Wines of the New South Africa: Tradition and Revolution
“. . . a useful guide . . .”
From the perspective of most American wine drinkers, South African wine was virtually unheard of 15 years ago. But South Africa has one of the longest continuous histories of winemaking of the “New World” wine producing countries. Tim James’ Wines of the New South Africa provides a detailed background and guide to South African wine.
The first quarter of the book is the background. After the introductory essay on the state of South African wine making, Mr. James gives a history of South African wine from its beginnings as part of the Capetown victualing station in 1652 through the ending of apartheid in 1994 and the dropping of international sanctions.
In the 18th and 19th centuries, a dessert wine from the winery Klein Constantia had a great reputation in Europe, rivaling wine from Sauternes. But as Mr. James notes again and again most South African wine was simply awful and continued to be well into the late 20th century. The South African wine regulatory body, the Koöperatieve Wijnbouwers Vereniging (KWV), unintentionally tended to reward overproduction with no regard to quality.
The South African wine industry suffered from the same problems facing the European wine industry in the 19th century, the fungus powdery mildew and the pest phylloxera. To this day, the vineyards are plagued with leaf roll virus, which may affect the flavor of the wine.
This part of the book is scholarly, loaded with facts and figures, as befitting a University Press publication. The reader casually interested in South African wine will learn far more than she probably cared to from these chapters. Those studying for wine certification exams will find the information useful.
Mr. James then provides an extended overview of the grape varieties in South Africa, with many facts and figures on the size of plantings, and their trends. It includes the history and characteristics of South Africa’s own contribution to the grape world, pinotage, a crossing of Pinot Noir and Cinsaut—again at a level of detail that would be useful for wine scholars, but more than the casual drinker would want to know.
The chapter just preceding the look at regions and wineries is a handy reference to the South African Wine of Origin law, which explains the nesting of regions in South Africa. For instance, the large Coastal Region includes many districts, such as the famous Stellenbosch and Paarl, while the Paarl district includes the wards of Simonsberg-Paarl and Voor Paardeberg.
As with the U.S. American Viticultural Area (AVA) tendency to break up regions into smaller and smaller areas, the wards are so many and so unknown that it is common for a winery within a ward to use the more well-known district. And the labels do not tell the wine purchaser whether Hemel-en-Aarde Valley, for example, is a region, a district, or a ward (it’s a ward, featured on the label of our favorite South African Pinot Noir).
The remaining three-quarters of the book cover each wine district (or group of districts), giving some background of the history of the region, the wards, and the wineries in that area, in alphabetical order. Each chapter includes a simple map, with the wineries discussed shown.
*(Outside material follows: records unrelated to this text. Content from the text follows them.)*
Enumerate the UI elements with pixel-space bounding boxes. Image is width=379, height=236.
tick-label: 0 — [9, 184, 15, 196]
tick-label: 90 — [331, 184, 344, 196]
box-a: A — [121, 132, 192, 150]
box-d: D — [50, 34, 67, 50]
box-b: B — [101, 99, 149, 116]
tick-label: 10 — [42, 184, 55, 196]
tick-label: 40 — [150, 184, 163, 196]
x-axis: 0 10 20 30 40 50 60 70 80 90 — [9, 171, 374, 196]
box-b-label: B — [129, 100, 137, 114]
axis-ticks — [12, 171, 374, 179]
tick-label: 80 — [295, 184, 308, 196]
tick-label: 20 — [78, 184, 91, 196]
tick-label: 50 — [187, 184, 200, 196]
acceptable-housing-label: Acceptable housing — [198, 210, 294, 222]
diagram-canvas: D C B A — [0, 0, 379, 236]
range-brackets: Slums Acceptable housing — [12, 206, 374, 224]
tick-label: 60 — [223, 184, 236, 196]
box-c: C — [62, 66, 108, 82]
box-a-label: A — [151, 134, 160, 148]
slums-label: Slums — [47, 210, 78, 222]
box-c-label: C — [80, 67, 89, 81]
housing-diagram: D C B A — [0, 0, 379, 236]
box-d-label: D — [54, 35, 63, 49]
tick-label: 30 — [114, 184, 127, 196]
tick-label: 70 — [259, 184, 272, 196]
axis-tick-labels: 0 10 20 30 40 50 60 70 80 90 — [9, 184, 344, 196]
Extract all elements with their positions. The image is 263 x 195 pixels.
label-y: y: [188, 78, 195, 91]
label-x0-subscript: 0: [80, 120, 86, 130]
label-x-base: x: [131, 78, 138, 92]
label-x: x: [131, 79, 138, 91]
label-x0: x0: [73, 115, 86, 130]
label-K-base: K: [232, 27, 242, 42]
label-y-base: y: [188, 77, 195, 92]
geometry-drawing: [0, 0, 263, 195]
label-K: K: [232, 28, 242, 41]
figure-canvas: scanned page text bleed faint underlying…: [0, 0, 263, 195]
South Africa has just over 500 wineries, and Mr. James has a discussion of just over 170 of them—remarkable coverage. The wineries are given between a paragraph and two pages each, giving background, and what they make. The book here switches from the academic style of the opening chapters to a more easygoing style, more in line with a typical winery guidebook.
Many of the wineries are familiar to US wine drinkers, but many more do not make it to this side of the Atlantic.
Aside from the maps, there are no photos or illustrations, just straightforward prose. Mr. James does not provide any information about the exact location of the winery other than providing its web site. This could be a useful book for a wine tourist, browsing through the book to think about what wineries to visit, but then one must consult the web site to learn about visiting.
The book closes with an Appendix containing a table of South African wine production in three-year increments from 1993 to 2011. This table is fascinating in showing a near doubling of the number of wineries between 1996 and 2005, from 298 to 581, despite the number of hectares under vine increasing only slightly from 95,721 to 101,607. The numbers then level off, with the number of wineries being only 582 in 2011, and the area under vine declining slightly to 100,568 hectares.
South Africa, in short, is not experiencing the explosive growth that we still see in the United States, to take a large example. We in the United States are not likely to see much more South African wine than we are seeing currently. But we can attest to the great leaps in quality of the South African wines that have made it to the United States in the last 15 or so years, and this book can be a useful guide to exploring its possibilities in greater detail than was readily available before.